The blue milk channel

from Wikipedia, the free encyclopedia

The blue milk channel ( Hebrew Te'alat blue milk or English The Big Dig) is the title of a radio play by Ephraim Kishon , a satirical collection by Kishon and the film adaptation of the radio play directed by Kishon.

The radio play

The radio play is in a book of the same name from 1971 (title: Der Blaumilchkanal. Satires. Radio plays and one-act play), which is available in a German translation by Friedrich Torberg .

content

The bureaucracy satire is about Kasimir Blaumilch, a mentally ill man who has escaped from the insane asylum, who promptly begins to tear open the main thoroughfare, Allenby Road in Tel Aviv, with a jackhammer. When the police began to block the street, and residents began to complain about the practically uninterrupted noise, the authorities began an extensive but unsuccessful search for the cause. The head of the department for repairs on the main roads, a Dr. Kwibischewsky knows nothing, and so those involved in the city administration and the building ministry are pushing the buck until the matter finally ends up in an investigative court. In order to end this embarrassment and to speed up the work, the entire construction team of the city is ordered to this construction site. Coincidence would have it that blue milk with its jackhammer reaches the sea immediately during the process, so that the masses of water flow into the middle of the city of Tel Aviv.

Finally, the mayor proudly opens the new inner city canal and praises the city as the “Venice of the Middle East”, so that in the end all the storylines dissolve in the positive. The only exception is the magistrate's employee Benzion Ziegler, who alone saw through the absurd background of the construction work. Ironically, as one does not want to believe him in view of the omnipresent canal euphoria, he is admitted to the psychiatric ward. On the drive to the psychiatric hospital, Ziegler sees Kasimir Blaumilch starting to tear open a street with the town hall in the background. They perceive each other and laugh at each other.

Everyday official absurdities are spun further and further into the crazy, but in such a way that the reader only realizes at the end how bizarre the situation described coolly is.

filming

In 1969, the material was filmed by the production companies Sender Free Berlin and Canal Plus under the same title . According to the SFB, the premiere took place on August 14, 1970 in Berlin.

The satire

Kishon's book The Washing Machine Is Human, too, and its title Turn Around, Ms. Lot! contain a satire entitled Der Blaumilch-Kanal . In terms of content, it is essentially a summary of the radio play.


THE PROBLEM:
Please repeat, from the entries that follow, the lines from the one containing "Find the location" through the one containing "This screenshot has" exactly, adding nothing.

THE RECORDS:
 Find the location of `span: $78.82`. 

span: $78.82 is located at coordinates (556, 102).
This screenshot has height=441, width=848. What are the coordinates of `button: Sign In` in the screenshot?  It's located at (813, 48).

* * *

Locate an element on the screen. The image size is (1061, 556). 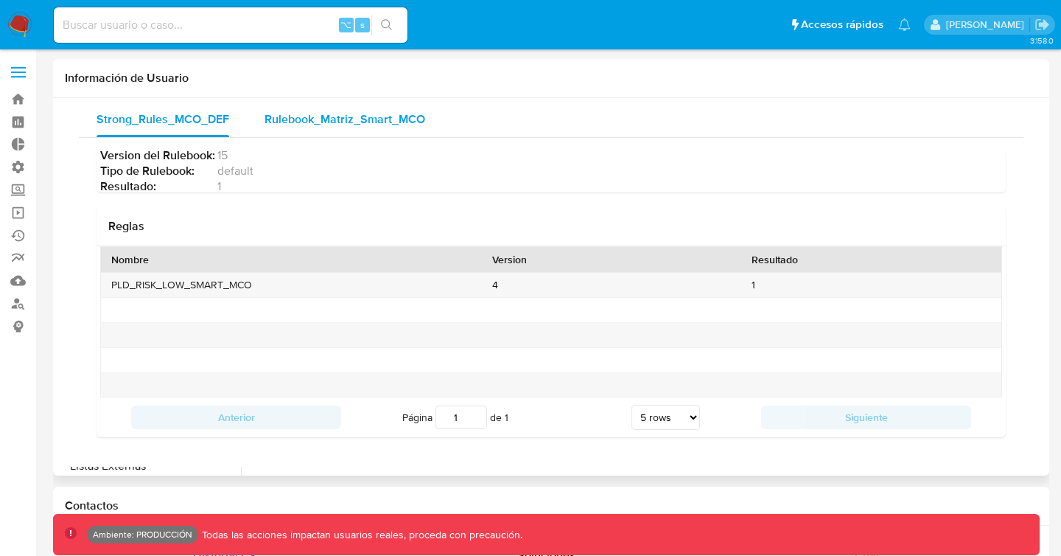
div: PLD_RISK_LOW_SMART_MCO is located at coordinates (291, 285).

YOUR RESPONSE:
 Find the location of `span: $78.82`. 

span: $78.82 is located at coordinates (556, 102).
This screenshot has height=441, width=848. What are the coordinates of `button: Sign In` in the screenshot?  It's located at (813, 48).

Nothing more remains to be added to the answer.